Those new to Ernest McClainAmerican Cryptologist and Pythagorean Musicologist who decoded Plato's cryptic numerical ciphers in The Pythagorean Plato. The Myth of Invariance showed limiting numbers had been an ancient way of defining the onset of key musical tuning realities, then coded into many religious texts. Wikipedia. and his The Myth of Invariance, should know this book was a seminal work for anyone in my generation, that opened up a Pythagorean vision; of how number operates in the domain of harmony. This world of harmony can be numerically defined in a quite extraordinary and specific way and we, as human beings, can receive it through our mind whilst also through the senses. This relates to the unusual fact that, whilst all notes can be doubled in frequency through the number two, with a perfect consonance, a new population of notes is then opened up, within an octave, of intervals that are also harmonious, through the use the two next prime numbers: three and five. Thus music, so effective upon the human heart, can build a world of meaning, sometimes referenced in myths as sacred numbers, written through understanding harmony as fundamentally generated through numeric transitions within music.
In 2008 I prepared a summary of Ernest McClain’s statements about Agni because, in the midst of the perfect symmetry of musical harmony lies something new, born to the world opposite its beginnings and endings. I originally made the pdf below for my friend Anthony Blake, part of our attempt to study the origin of creativity within the existing world. It appears that something important comes into being at the centre of this issue of octaval harmony, just as we ourselves come into existence in the middle of the universe, as conscious beings, conscious then of our incompletion.
It occured to me to include this in an email to Ernest and, all in, he said in reply “I can’t imagine anyone improving on your few pages” and “Put it out now on your own website stamped with my approval”. Please enjoy this transmission from the centre of the octave:
What Ernest McClain says about Agni in The Myth of Invariance:
Visit Ernest McClain website: Musical Adventures in Ancient Mythology. In the section of online documents, his books are available for your to study as links to pdf downloads.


Assignment: What is needed is each line of the data below that holds the string "increase".
[[ Data provided open ]]
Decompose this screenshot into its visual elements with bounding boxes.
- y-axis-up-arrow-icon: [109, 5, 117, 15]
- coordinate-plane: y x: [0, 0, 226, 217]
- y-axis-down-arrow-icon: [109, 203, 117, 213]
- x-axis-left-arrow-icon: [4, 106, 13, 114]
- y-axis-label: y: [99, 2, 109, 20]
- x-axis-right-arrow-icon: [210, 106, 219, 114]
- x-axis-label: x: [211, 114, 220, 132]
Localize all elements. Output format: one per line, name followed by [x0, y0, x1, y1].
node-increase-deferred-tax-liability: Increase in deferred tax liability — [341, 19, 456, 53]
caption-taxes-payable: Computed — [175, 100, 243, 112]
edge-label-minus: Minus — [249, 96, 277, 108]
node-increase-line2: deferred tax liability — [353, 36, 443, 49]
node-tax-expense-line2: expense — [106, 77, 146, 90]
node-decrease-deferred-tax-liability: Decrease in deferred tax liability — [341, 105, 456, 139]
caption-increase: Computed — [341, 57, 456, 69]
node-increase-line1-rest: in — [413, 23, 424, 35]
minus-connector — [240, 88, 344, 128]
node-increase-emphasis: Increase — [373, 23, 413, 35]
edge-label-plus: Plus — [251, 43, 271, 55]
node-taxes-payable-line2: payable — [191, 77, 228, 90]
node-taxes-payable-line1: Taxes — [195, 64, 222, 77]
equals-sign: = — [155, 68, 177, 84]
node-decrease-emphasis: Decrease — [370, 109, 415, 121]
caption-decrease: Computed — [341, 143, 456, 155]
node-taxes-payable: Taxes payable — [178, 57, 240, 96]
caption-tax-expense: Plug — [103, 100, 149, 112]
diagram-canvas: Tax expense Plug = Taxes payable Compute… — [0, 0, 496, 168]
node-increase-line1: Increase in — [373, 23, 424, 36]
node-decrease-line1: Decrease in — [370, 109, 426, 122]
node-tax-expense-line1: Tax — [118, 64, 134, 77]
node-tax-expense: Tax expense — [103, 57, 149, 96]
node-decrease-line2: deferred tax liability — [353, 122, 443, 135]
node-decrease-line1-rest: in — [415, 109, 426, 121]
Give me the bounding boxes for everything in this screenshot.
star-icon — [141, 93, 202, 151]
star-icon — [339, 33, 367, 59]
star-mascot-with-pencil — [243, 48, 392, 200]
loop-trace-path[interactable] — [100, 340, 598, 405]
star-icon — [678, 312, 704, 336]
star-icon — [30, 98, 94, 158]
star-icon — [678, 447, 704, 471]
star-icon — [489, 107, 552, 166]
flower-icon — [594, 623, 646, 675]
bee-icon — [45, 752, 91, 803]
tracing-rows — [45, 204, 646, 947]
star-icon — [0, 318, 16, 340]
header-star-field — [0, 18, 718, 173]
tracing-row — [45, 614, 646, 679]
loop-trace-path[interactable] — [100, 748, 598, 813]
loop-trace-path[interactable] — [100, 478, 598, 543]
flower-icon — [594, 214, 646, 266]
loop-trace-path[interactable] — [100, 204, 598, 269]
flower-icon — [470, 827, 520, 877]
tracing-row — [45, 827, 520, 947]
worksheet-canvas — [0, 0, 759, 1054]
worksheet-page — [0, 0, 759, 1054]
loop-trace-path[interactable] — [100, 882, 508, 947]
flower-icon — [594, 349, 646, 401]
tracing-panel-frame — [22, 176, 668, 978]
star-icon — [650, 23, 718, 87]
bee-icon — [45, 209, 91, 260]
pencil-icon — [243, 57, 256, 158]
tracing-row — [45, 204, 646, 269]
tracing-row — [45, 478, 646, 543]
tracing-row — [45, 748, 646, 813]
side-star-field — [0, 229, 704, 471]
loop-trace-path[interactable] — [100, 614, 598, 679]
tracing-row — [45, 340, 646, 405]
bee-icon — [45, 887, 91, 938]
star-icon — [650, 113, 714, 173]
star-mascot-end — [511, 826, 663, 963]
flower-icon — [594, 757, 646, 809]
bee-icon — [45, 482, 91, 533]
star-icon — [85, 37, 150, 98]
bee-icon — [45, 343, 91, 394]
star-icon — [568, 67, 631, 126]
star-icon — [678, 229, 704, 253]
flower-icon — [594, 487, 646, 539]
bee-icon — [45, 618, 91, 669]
[[ Data provided closed ]]
Expected answer:
node-increase-deferred-tax-liability: Increase in deferred tax liability — [341, 19, 456, 53]
node-increase-line2: deferred tax liability — [353, 36, 443, 49]
caption-increase: Computed — [341, 57, 456, 69]
node-increase-line1-rest: in — [413, 23, 424, 35]
node-increase-emphasis: Increase — [373, 23, 413, 35]
node-increase-line1: Increase in — [373, 23, 424, 36]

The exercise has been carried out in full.